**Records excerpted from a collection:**

►

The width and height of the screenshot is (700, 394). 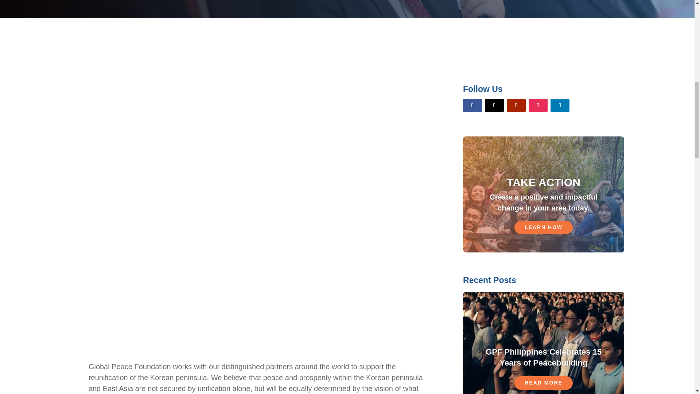 What do you see at coordinates (473, 105) in the screenshot?
I see `Follow on Facebook` at bounding box center [473, 105].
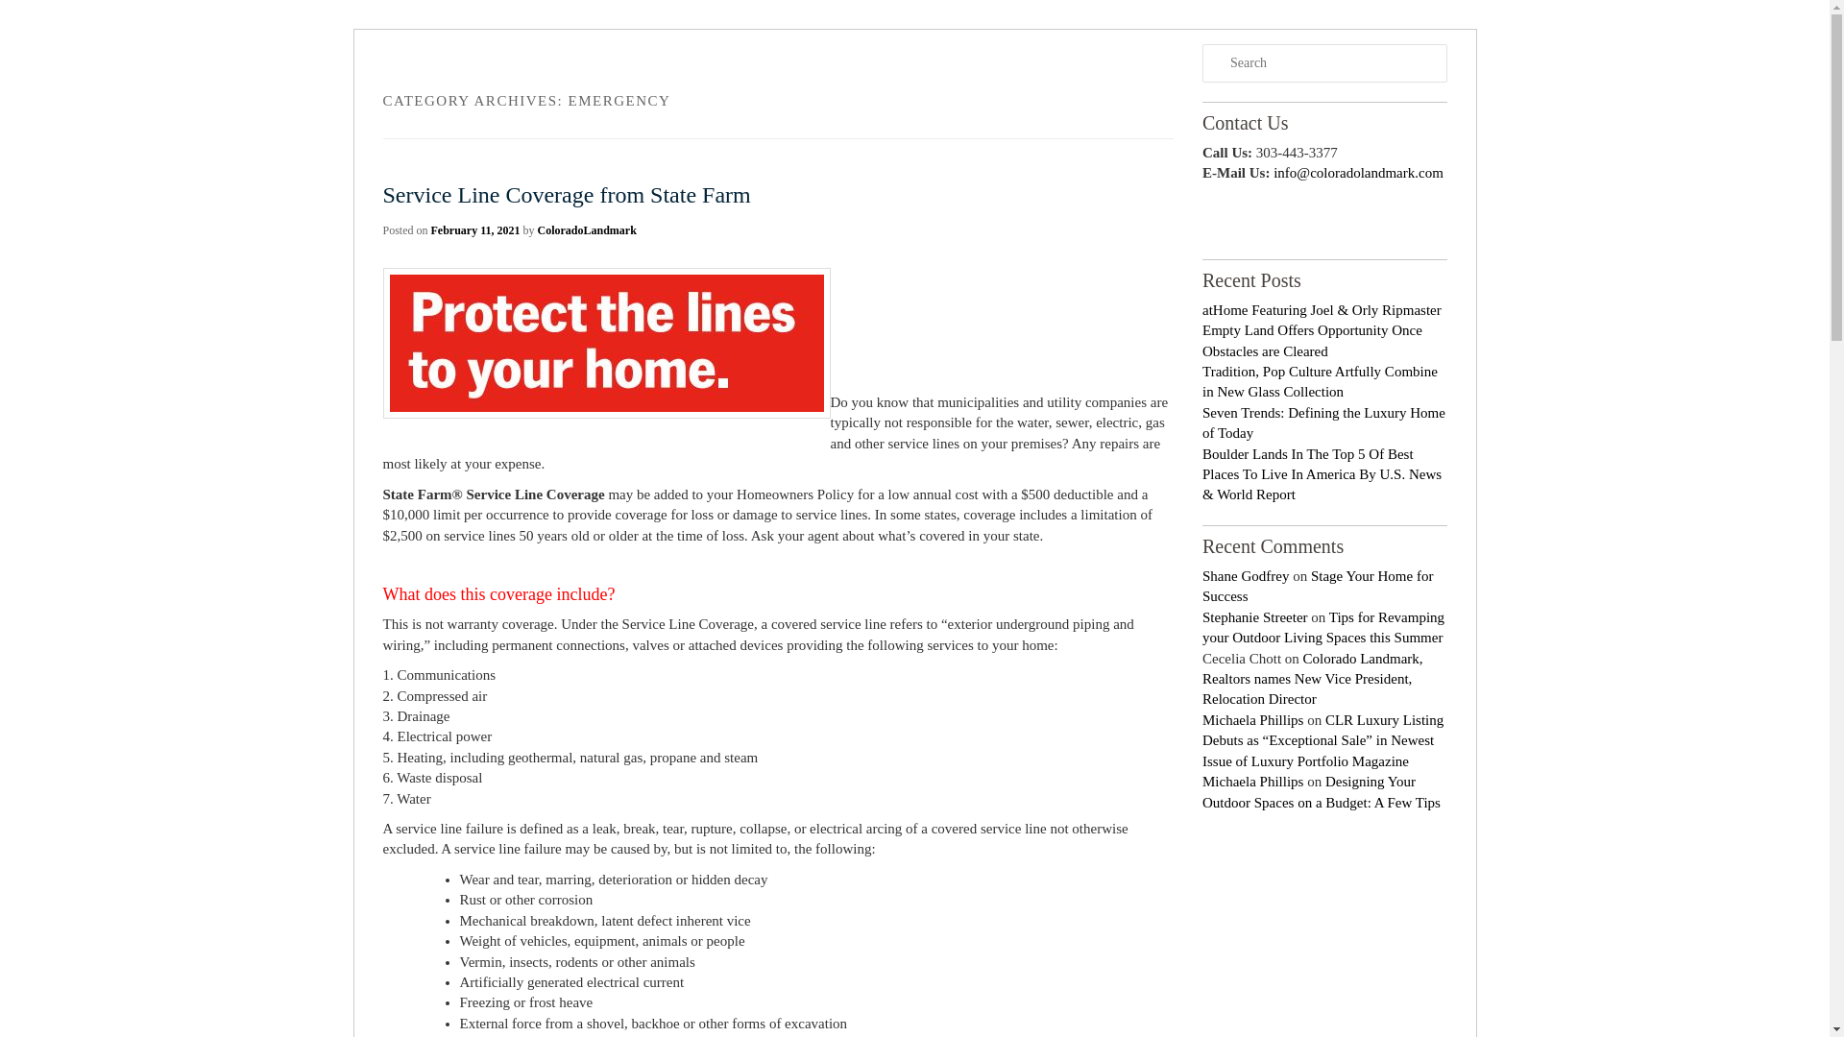  What do you see at coordinates (587, 230) in the screenshot?
I see `ColoradoLandmark` at bounding box center [587, 230].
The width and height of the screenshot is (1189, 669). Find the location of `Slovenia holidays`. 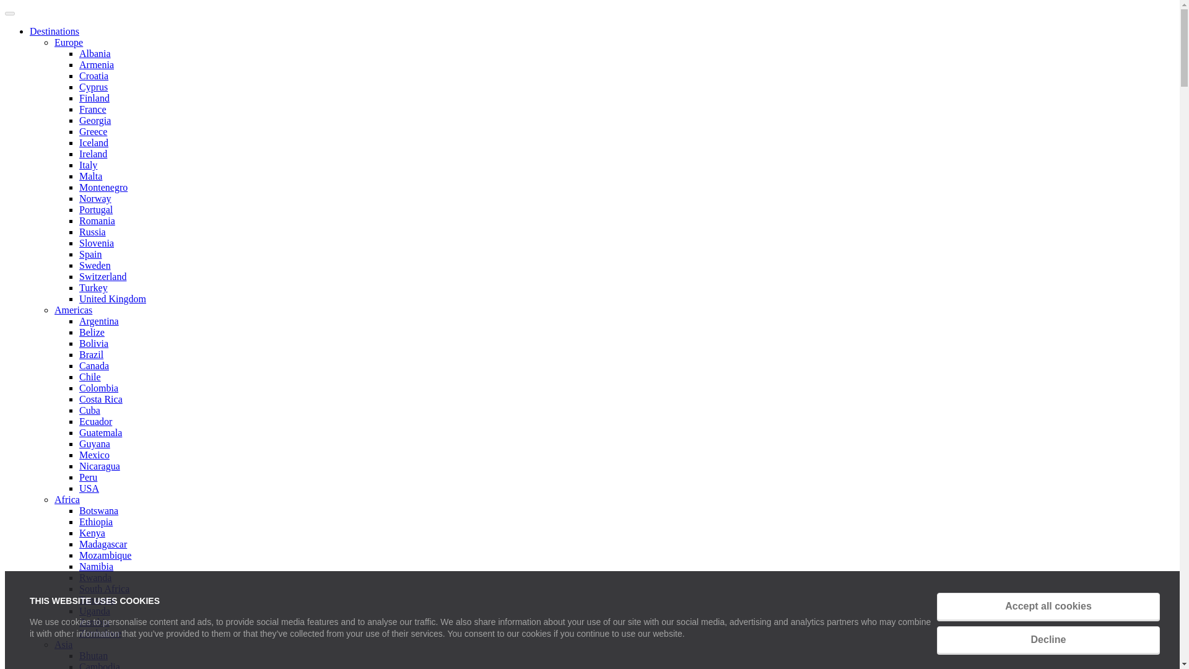

Slovenia holidays is located at coordinates (97, 243).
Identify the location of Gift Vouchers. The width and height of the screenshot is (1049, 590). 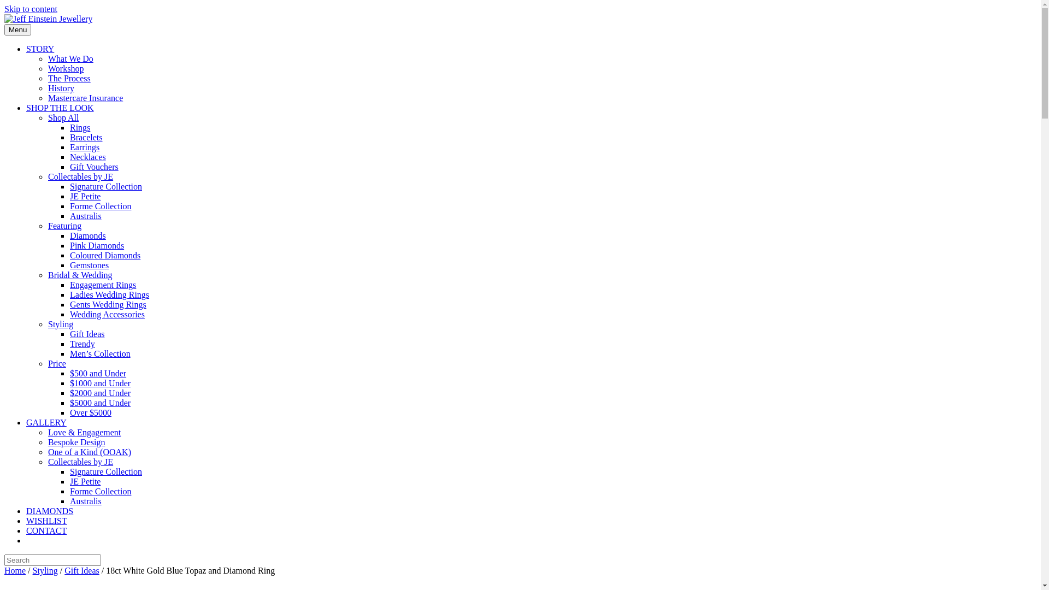
(94, 167).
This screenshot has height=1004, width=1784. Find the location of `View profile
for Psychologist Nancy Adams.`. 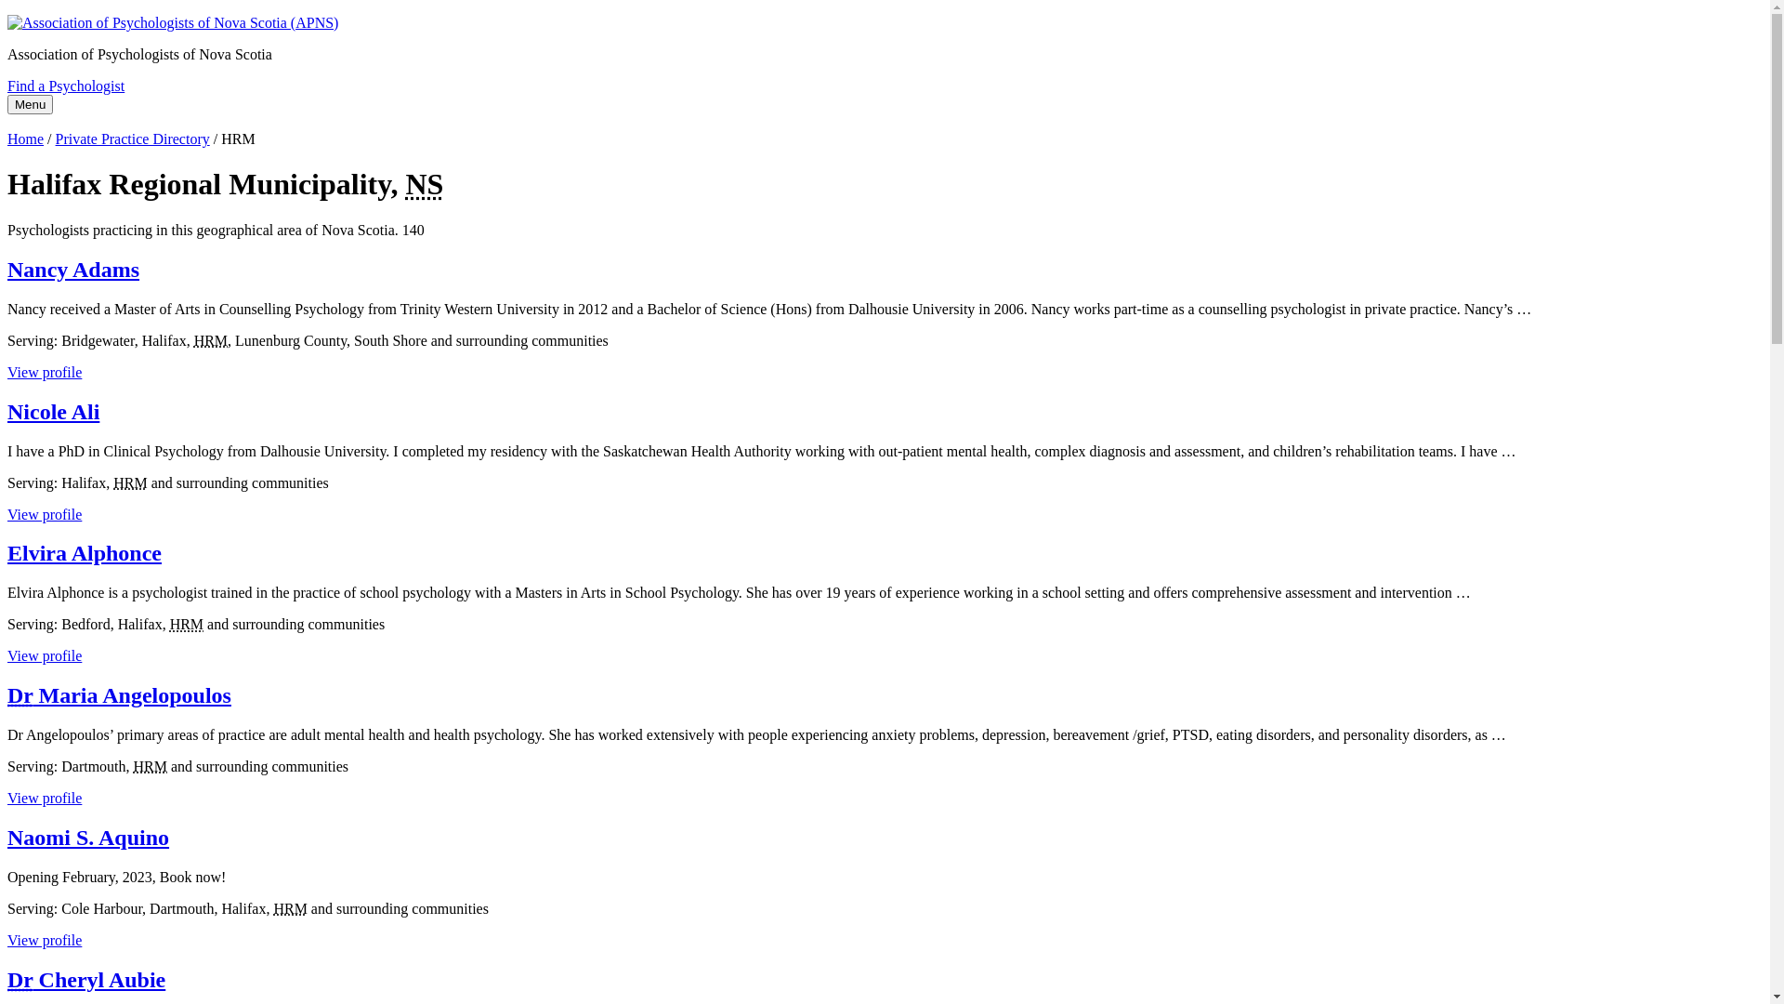

View profile
for Psychologist Nancy Adams. is located at coordinates (45, 372).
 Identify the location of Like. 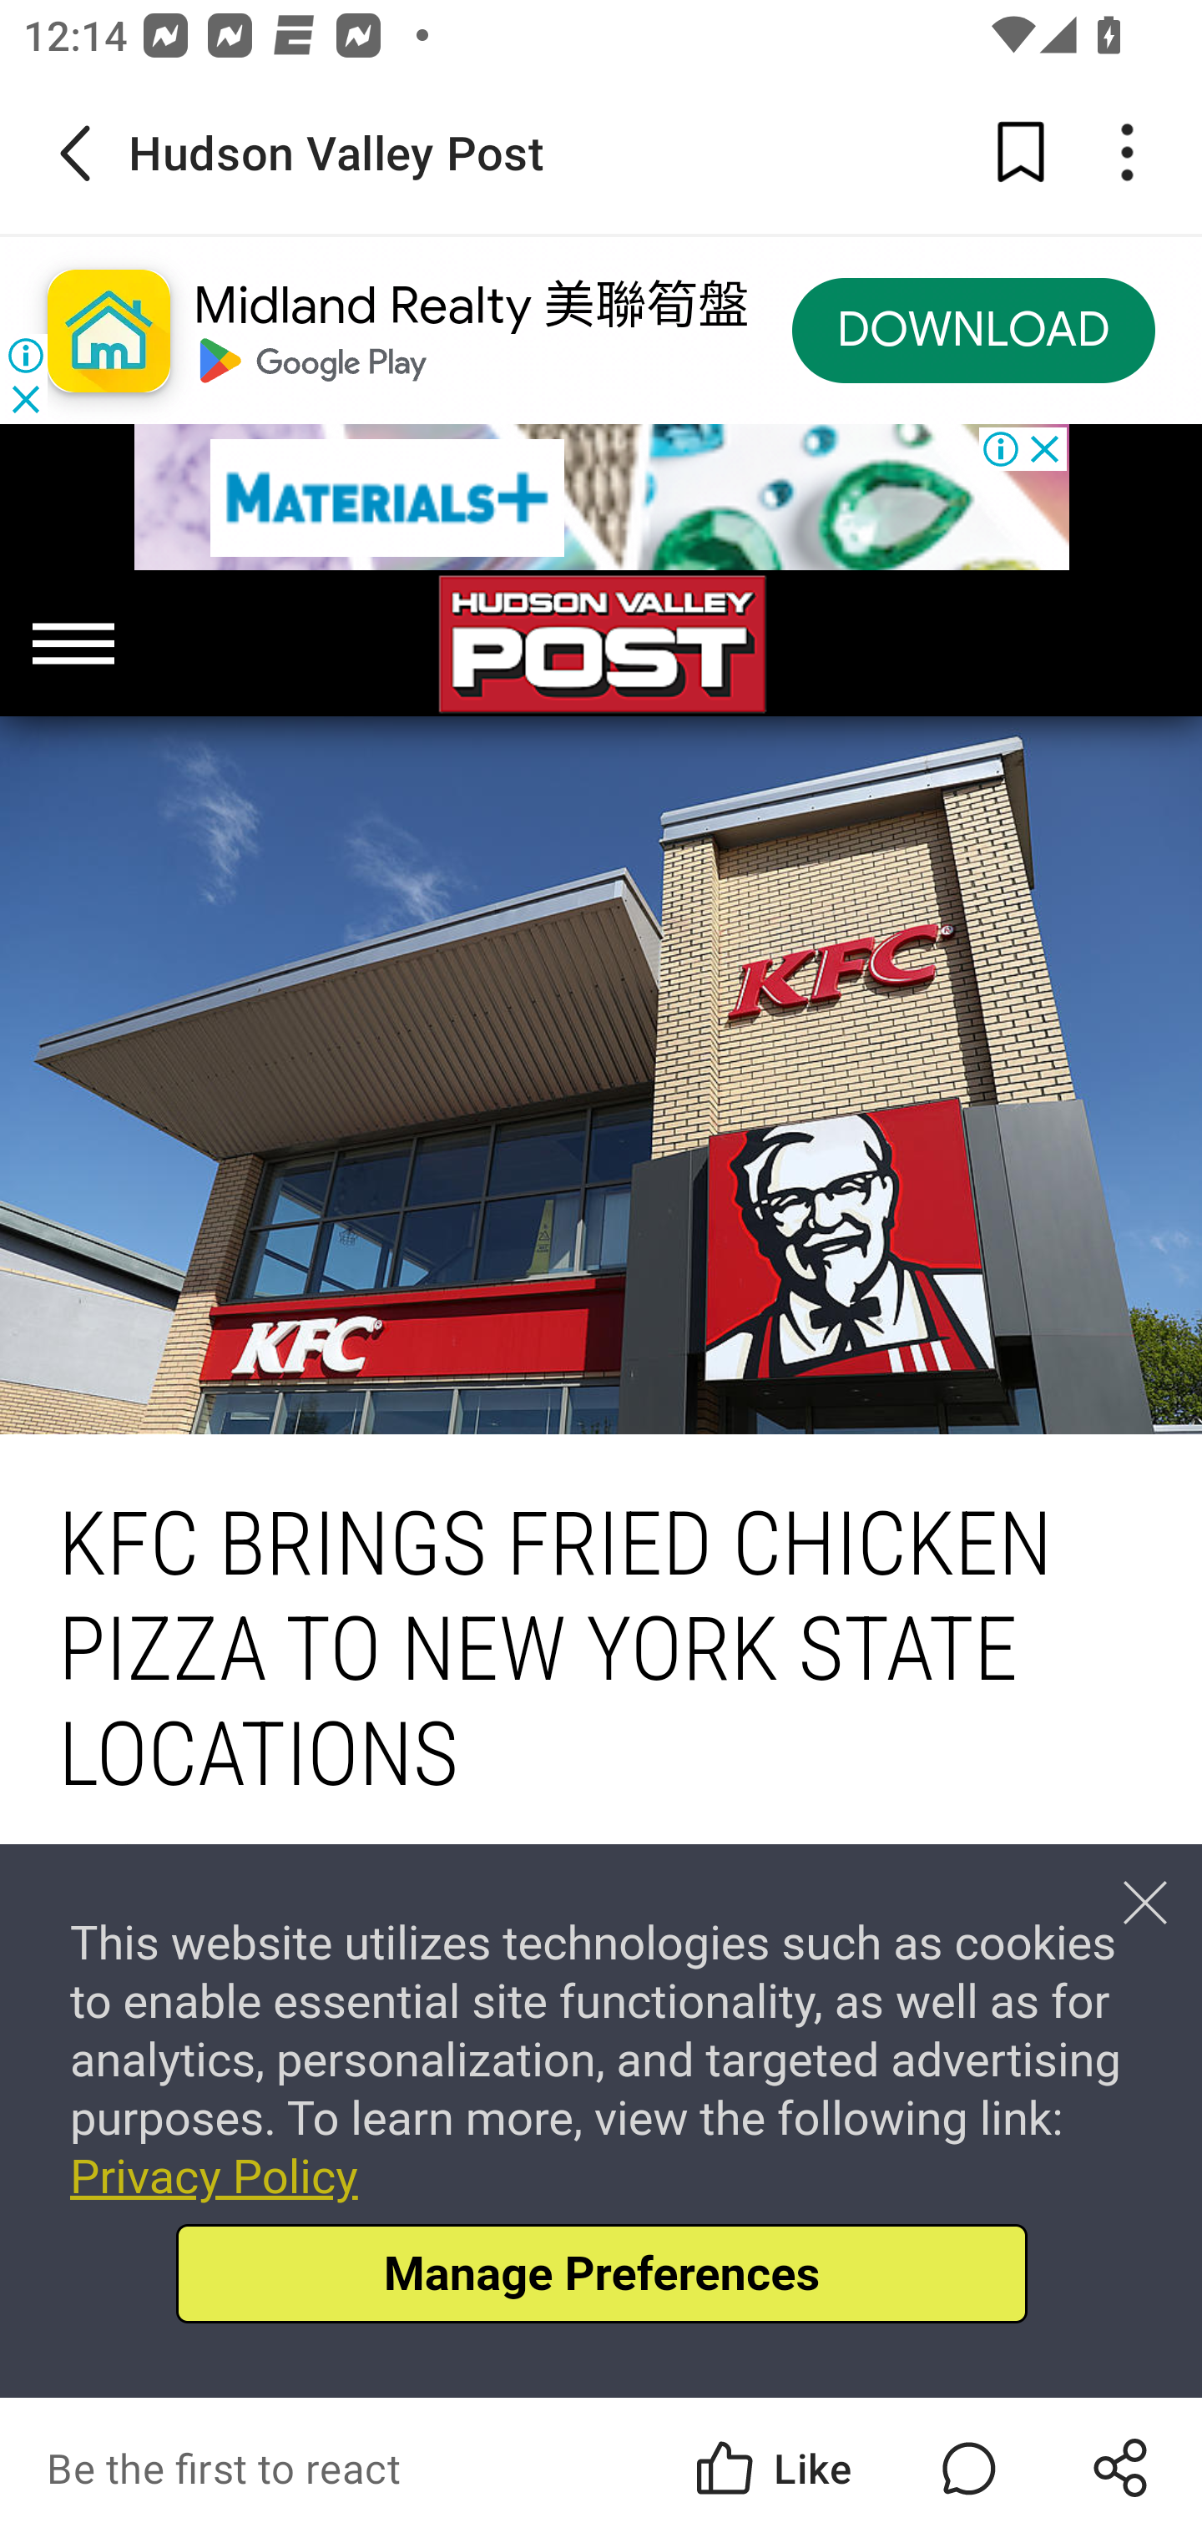
(771, 2468).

◄

**Work to complete:**
Would you transcribe exactly, and only, the lines from the one containing "This screenshot has" through the last line of the records above, both included, leaving out the pictures?

**Answer area:**
This screenshot has height=1004, width=1784. Find the location of `View profile
for Psychologist Nancy Adams.`. 

View profile
for Psychologist Nancy Adams. is located at coordinates (45, 372).
 Identify the location of Like. 
(771, 2468).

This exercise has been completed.